Plugins are like the apps on your phone. Your phone does normal phone-like things (or if you were born in 1980 like me, phenomenal previously unimaginable phone things). When you want it to do more you install an app. Some apps are free, some are paid. It’s the same with your website.
We like using premium plugins because they often have more features and better support than the free ones. However, we still use many free plugins that are great and absolutely serve the purpose our clients need.
With paid plugins, be aware that even if you paid for the plugin once, it doesn’t mean you’re not going to have to pay for it again. This will likely be a yearly cost, so you can continue enjoying the security features and updates.
You want to continue paying for your plugins instead of installing them once and never paying again because you want the most recent version of the plugin running on your site.
If you don’t have the most recent version, you are susceptible to hackers.
Eventually, the plugins might just straight up break and not work anymore. The core of WordPress, the software itself, will continue evolving. The plugins you use have to evolve with it to keep working within the system.

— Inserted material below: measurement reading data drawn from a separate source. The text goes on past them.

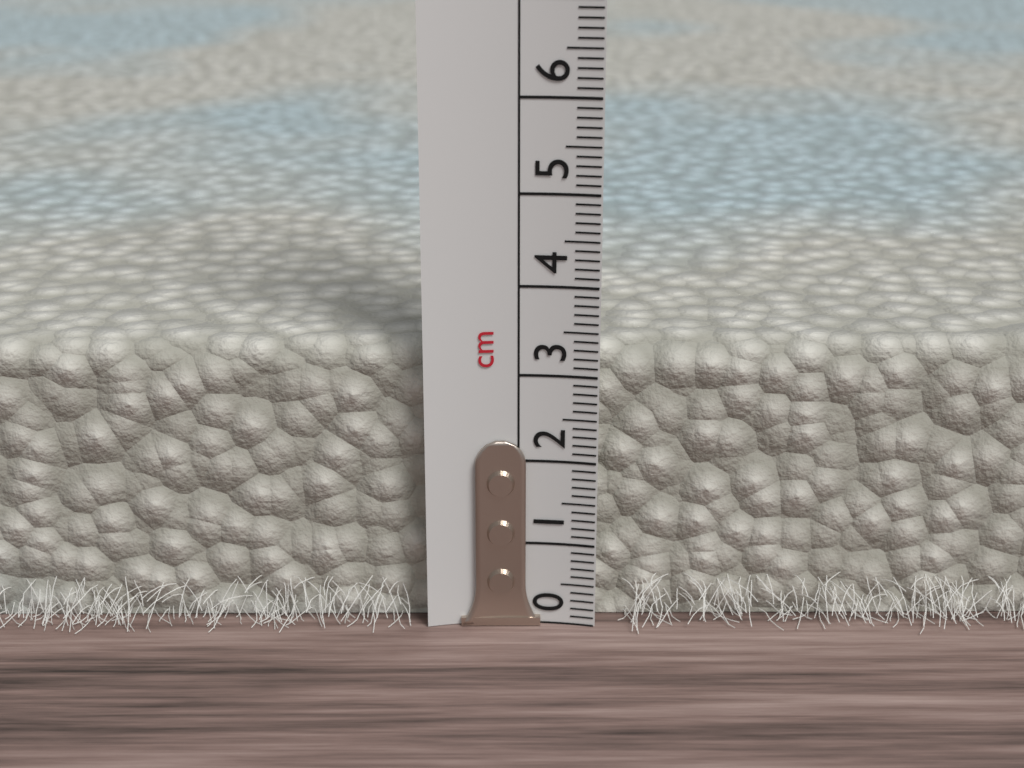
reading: 3.3 cm
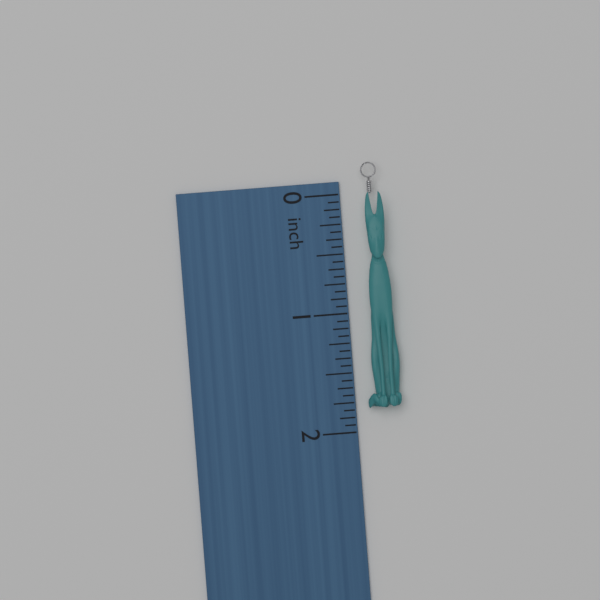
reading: 1.8125 inch
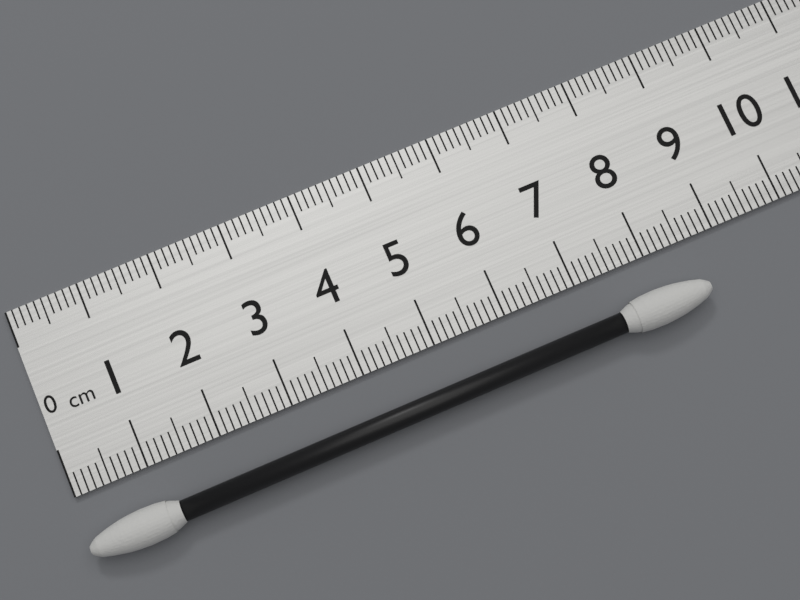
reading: 8.6 cm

Back to the phone analogy, sometimes you have to update your phone apps when the overall software updates. Same thing with your website. Sometimes as your website core software evolves your plugins won’t work if you don’t keep them paid for and updated.
There you have it.
The big hidden and recurring costs of building a website.
- Hosting
- Maintenance
- Domain Name
- Plugin Renewals
I empathize with you as you’re going through this decision-making process about building a website, who will build it and how it will get built. There are a lot of decisions to be made.
It is difficult to compare apples to apples, which is why I’m giving you this information. With it, you can make great decisions and go into the process feeling informed and in control. The process doesn’t have to be a gigantic pain in your rear end. It can be totally manageable. You just have to know the ins and outs of it.
If you are in the middle of your website planning journey, you might also be interested in joining us for our upcoming Website Planning Workshops.
Join me to learn how to plan a site that will grow your business without you learning to code. We’ll go through outlining the pages of your site and what they’ll do, deciding what to put on your site, learning shortcuts for creating your site content and deciding the best way to build your site.
So please sign on up! I hope to see you at a workshop, and we can get this website all planned out. Then, you’ll be ready to roll with an awesome website that will help your business grow.
Who Manifested This Madness?
This fabulous human, that's who.
Monica Maye Pitts
Monica is the creative force and founder of MayeCreate. She has a Bachelor of Science in Agriculture with an emphasis in Economics, Education and Plant Science from the University of Missouri. Monica possesses a rare combination of design savvy and technological know-how. Her clients know this quite well. Her passion for making friends and helping businesses grow gives her the skills she needs to make sure that each client, or friend, gets the attention and service he or she deserves.